DROPPING A
BOMBSHELL
Diving could well be safer, says John Liddiard, if we ditched our basic assumptions and learnt to think the unthinkable
In diving incident reports, one problem seems to come up time and again - lost contact with divers on the surface. Divers come up away from the boat and are not spotted. The boat breaks down and loses contact with divers. Shotlines drag under while divers are decompressing and the boat loses its visual reference. Delayed surface marker buoys are missed in heavy seas.
These are just a few typical scenarios, but how many "diver lost, never seen again" situations include the diver reaching the surface?
Now I will digress, to tell a little story I heard years ago, about a branch of science called "operational analysis", a system of solving problems mathematically.
During World War Two, patrol aircraft would search areas of sea for surfaced or snorkelling U-boats. On spotting one, the aircraft would dive to attack it with depth bombs. On spotting the aircraft, the U-boat would crash-dive and make an evasive turn.
Depth bombs have a greatest effective blast radius at a particular depth, and it was at this depth that they were being set to explode.
This seems sensible enough; set the bombs to explode at the depth at which they give the biggest bang, and you stand more chance of killing the U-boat.
The trouble was, the bombs were not killing many U-boats! A bunch of scientists were locked in a room and told to solve the problem. They looked at dive rates, speed and turn rates of U-boats, the relative effective radius of the bombs at various depths, the spread of the pattern dropped by attacking aircraft and so on.
Their conclusion? The U-boats were often too shallow to be killed by the exploding depth bombs, and if the subs reached the critical depth, they would have time to turn far enough to evade them. Either way, the bombs were wasted.
The solution was to set the bombs to explode at shallower depths. They had a lower effective blast radius, but were more likely to be close enough to the U-boat to do some damage. The kill rate improved significantly.
So how is this connected with diving? To my knowledge, no one has ever gone back to first principles in analysing diving safety. The safety equipment required by training agencies and the safety skills taught to divers have never undergone such a process.
The HSE regulations for diving at work now require a risk analysis for each diving project. This applies equally to commercial diving, schools, media and scientific diving, and is a positive step towards a more rational approach to safety.
Unfortunately, many diving operations are missing the point. They take booklets such as the BSAC's Safe Diving Practices, or equivalent PADI standards, and turn them on their heads by inventing a risk and an analysis to justify each safety measure.
They end up with a nice, thick report called a "risk analysis" which tells them they should be following the original booklet, but does it do anything beyond satisfying red tape?
I would describe the sport-diving approach to safety policy as "knee-jerk analysis" - a reflex action to an immediate stimulus: "If divers run out of air, they could drown."
"OK, make them all carry octopus regulators and dive in buddy pairs, that should solve the problem."
What we need to do is analyse diving safety from the ground up. For example, I wouldn't argue that having an alternative air source is intuitively better than not having one. But might not more lives be saved if we spent the equivalent cash on surface-location aids such as yellow flags, EPIRBs and strobe lights, instead of octopus regulators and long hoses?
With the current state of incident reporting and analysis, we simply don't know. Even if the will to question such basic assumptions existed, the data might not be available to conduct a thorough analysis. Incident reports get filed only when things go horribly wrong.
What record is there of incidents avoided by appropriate use of safety aids and application of safety skills? How often are divers forced to approach their buddies for an alternative air source? Having made an ascent, an incident is forgotten and never enters the overall statistics.
How often have divers been "lost" for 10 minutes, then re-located by their cover boat before things got too serious? And what location aids were they using?
If this example seems extreme, look at another item of supposedly "compulsory" diving equipment, the snorkel. Many experienced divers don't bother to carry one. Even those who do, often prefer to surface-swim on their backs. Would more lives be saved if the money new divers spend on a snorkel to complete their basic equipment were spent on a yellow flag?
If money is no object, every diver can be fully equipped with all kinds of safety devices, but most don't have infinitely deep pockets and don't want to cart around so many items of equipment.
Perhaps it's time for a more critical approach to the analysis of diving safety. Who knows, there could be some surprises in store for us.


*Action item*: Output each entry exactly; skip nothing.

*Input records*:

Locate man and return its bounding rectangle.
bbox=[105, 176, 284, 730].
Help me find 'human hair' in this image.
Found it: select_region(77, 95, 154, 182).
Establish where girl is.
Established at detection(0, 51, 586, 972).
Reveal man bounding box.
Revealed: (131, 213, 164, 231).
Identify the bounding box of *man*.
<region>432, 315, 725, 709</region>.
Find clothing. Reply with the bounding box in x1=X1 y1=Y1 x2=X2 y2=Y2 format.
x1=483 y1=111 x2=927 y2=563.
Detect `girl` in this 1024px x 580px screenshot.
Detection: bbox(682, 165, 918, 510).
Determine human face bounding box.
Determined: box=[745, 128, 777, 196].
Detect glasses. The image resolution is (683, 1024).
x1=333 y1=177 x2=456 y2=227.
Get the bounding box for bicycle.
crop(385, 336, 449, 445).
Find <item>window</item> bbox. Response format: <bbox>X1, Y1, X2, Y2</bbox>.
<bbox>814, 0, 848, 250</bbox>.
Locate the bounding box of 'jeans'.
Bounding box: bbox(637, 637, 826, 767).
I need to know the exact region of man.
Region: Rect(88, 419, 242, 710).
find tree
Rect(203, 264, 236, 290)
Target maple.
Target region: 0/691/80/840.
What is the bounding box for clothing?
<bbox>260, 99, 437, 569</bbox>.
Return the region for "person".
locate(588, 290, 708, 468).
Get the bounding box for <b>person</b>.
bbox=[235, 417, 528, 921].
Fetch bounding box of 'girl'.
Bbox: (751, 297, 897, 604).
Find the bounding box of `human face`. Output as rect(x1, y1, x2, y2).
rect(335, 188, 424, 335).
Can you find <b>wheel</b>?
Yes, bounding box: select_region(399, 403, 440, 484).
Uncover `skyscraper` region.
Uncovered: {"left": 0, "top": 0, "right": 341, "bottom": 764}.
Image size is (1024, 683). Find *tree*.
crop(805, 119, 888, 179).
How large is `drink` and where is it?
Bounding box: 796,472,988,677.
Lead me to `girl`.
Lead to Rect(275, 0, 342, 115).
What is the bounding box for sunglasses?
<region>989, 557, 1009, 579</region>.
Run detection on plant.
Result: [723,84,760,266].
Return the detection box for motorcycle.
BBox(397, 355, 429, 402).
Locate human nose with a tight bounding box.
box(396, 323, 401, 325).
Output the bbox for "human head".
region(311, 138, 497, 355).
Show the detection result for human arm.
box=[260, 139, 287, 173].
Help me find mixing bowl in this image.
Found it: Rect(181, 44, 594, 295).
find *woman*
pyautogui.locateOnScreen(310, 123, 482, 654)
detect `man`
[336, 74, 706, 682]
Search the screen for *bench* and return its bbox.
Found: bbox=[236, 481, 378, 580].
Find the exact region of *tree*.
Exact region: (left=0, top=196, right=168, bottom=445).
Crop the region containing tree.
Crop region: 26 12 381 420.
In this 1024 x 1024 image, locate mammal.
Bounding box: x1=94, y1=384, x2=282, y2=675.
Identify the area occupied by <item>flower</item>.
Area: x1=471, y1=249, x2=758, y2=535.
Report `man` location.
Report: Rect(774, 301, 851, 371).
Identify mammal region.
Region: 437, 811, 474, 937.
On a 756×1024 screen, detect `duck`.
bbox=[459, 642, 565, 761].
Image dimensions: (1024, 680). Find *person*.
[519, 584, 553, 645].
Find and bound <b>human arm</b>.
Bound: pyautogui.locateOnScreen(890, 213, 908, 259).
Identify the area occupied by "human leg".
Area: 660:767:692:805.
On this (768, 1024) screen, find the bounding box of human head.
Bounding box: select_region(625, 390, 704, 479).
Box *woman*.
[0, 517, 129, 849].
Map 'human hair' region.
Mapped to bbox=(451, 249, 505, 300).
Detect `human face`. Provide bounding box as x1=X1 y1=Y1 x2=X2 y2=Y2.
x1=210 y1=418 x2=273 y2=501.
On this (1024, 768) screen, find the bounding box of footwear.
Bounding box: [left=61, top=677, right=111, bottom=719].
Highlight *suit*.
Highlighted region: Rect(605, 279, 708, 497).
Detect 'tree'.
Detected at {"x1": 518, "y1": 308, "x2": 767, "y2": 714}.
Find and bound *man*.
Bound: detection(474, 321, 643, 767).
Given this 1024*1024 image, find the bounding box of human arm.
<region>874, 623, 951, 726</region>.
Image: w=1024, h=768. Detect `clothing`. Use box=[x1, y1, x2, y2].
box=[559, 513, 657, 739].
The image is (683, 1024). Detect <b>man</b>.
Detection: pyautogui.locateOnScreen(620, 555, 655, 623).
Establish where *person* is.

*Exercise answer*:
Locate man and return its bounding rectangle.
bbox=[105, 176, 284, 730].
Help me find 'human hair' in this image.
Found it: select_region(77, 95, 154, 182).
Establish where girl is.
Established at detection(0, 51, 586, 972).
Reveal man bounding box.
Revealed: (131, 213, 164, 231).
Identify the bounding box of *man*.
<region>432, 315, 725, 709</region>.
Find clothing. Reply with the bounding box in x1=X1 y1=Y1 x2=X2 y2=Y2 format.
x1=483 y1=111 x2=927 y2=563.
Detect `girl` in this 1024px x 580px screenshot.
Detection: bbox(682, 165, 918, 510).
Determine human face bounding box.
Determined: box=[745, 128, 777, 196].
Detect glasses. The image resolution is (683, 1024).
x1=333 y1=177 x2=456 y2=227.
Get the bounding box for bicycle.
crop(385, 336, 449, 445).
Find <item>window</item> bbox. Response format: <bbox>X1, Y1, X2, Y2</bbox>.
<bbox>814, 0, 848, 250</bbox>.
Locate the bounding box of 'jeans'.
Bounding box: bbox(637, 637, 826, 767).
I need to know the exact region of man.
Region: Rect(88, 419, 242, 710).
find tree
Rect(203, 264, 236, 290)
Target maple.
Target region: 0/691/80/840.
What is the bounding box for clothing?
<bbox>260, 99, 437, 569</bbox>.
Return the region for "person".
locate(588, 290, 708, 468).
Get the bounding box for <b>person</b>.
bbox=[235, 417, 528, 921].
Fetch bounding box of 'girl'.
Bbox: (751, 297, 897, 604).
Find the bounding box of `human face`. Output as rect(x1, y1, x2, y2).
rect(335, 188, 424, 335).
Can you find <b>wheel</b>?
Yes, bounding box: select_region(399, 403, 440, 484).
Uncover `skyscraper` region.
Uncovered: {"left": 0, "top": 0, "right": 341, "bottom": 764}.
Image size is (1024, 683). Find *tree*.
crop(805, 119, 888, 179).
How large is `drink` and where is it?
Bounding box: 796,472,988,677.
Lead me to `girl`.
Lead to Rect(275, 0, 342, 115).
What is the bounding box for sunglasses?
<region>989, 557, 1009, 579</region>.
Run detection on plant.
Result: [723,84,760,266].
Return the detection box for motorcycle.
BBox(397, 355, 429, 402).
Locate human nose with a tight bounding box.
box(396, 323, 401, 325).
Output the bbox for "human head".
region(311, 138, 497, 355).
Show the detection result for human arm.
box=[260, 139, 287, 173].
Help me find mixing bowl in this image.
Found it: Rect(181, 44, 594, 295).
find *woman*
pyautogui.locateOnScreen(310, 123, 482, 654)
detect `man`
[336, 74, 706, 682]
Search the screen for *bench* and return its bbox.
Found: bbox=[236, 481, 378, 580].
Find the exact region of *tree*.
Exact region: (left=0, top=196, right=168, bottom=445).
Crop the region containing tree.
Crop region: 26 12 381 420.
In this 1024 x 1024 image, locate mammal.
Bounding box: x1=94, y1=384, x2=282, y2=675.
Identify the area occupied by <item>flower</item>.
Area: x1=471, y1=249, x2=758, y2=535.
Report `man` location.
Report: Rect(774, 301, 851, 371).
Identify mammal region.
Region: 437, 811, 474, 937.
On a 756×1024 screen, detect `duck`.
bbox=[459, 642, 565, 761].
Image dimensions: (1024, 680). Find *person*.
[519, 584, 553, 645].
Find and bound <b>human arm</b>.
Bound: pyautogui.locateOnScreen(890, 213, 908, 259).
Identify the area occupied by "human leg".
Area: 660:767:692:805.
On this (768, 1024) screen, find the bounding box of human head.
Bounding box: select_region(625, 390, 704, 479).
Box *woman*.
[0, 517, 129, 849].
Map 'human hair' region.
Mapped to bbox=(451, 249, 505, 300).
Detect `human face`. Provide bounding box as x1=X1 y1=Y1 x2=X2 y2=Y2.
x1=210 y1=418 x2=273 y2=501.
On this (1024, 768) screen, find the bounding box of footwear.
Bounding box: [left=61, top=677, right=111, bottom=719].
Highlight *suit*.
Highlighted region: Rect(605, 279, 708, 497).
Detect 'tree'.
Detected at {"x1": 518, "y1": 308, "x2": 767, "y2": 714}.
Find and bound *man*.
Bound: detection(474, 321, 643, 767).
Given this 1024*1024 image, find the bounding box of human arm.
<region>874, 623, 951, 726</region>.
Image: w=1024, h=768. Detect `clothing`. Use box=[x1, y1, x2, y2].
box=[559, 513, 657, 739].
The image is (683, 1024). Detect <b>man</b>.
Detection: pyautogui.locateOnScreen(620, 555, 655, 623).
Establish where *person* is.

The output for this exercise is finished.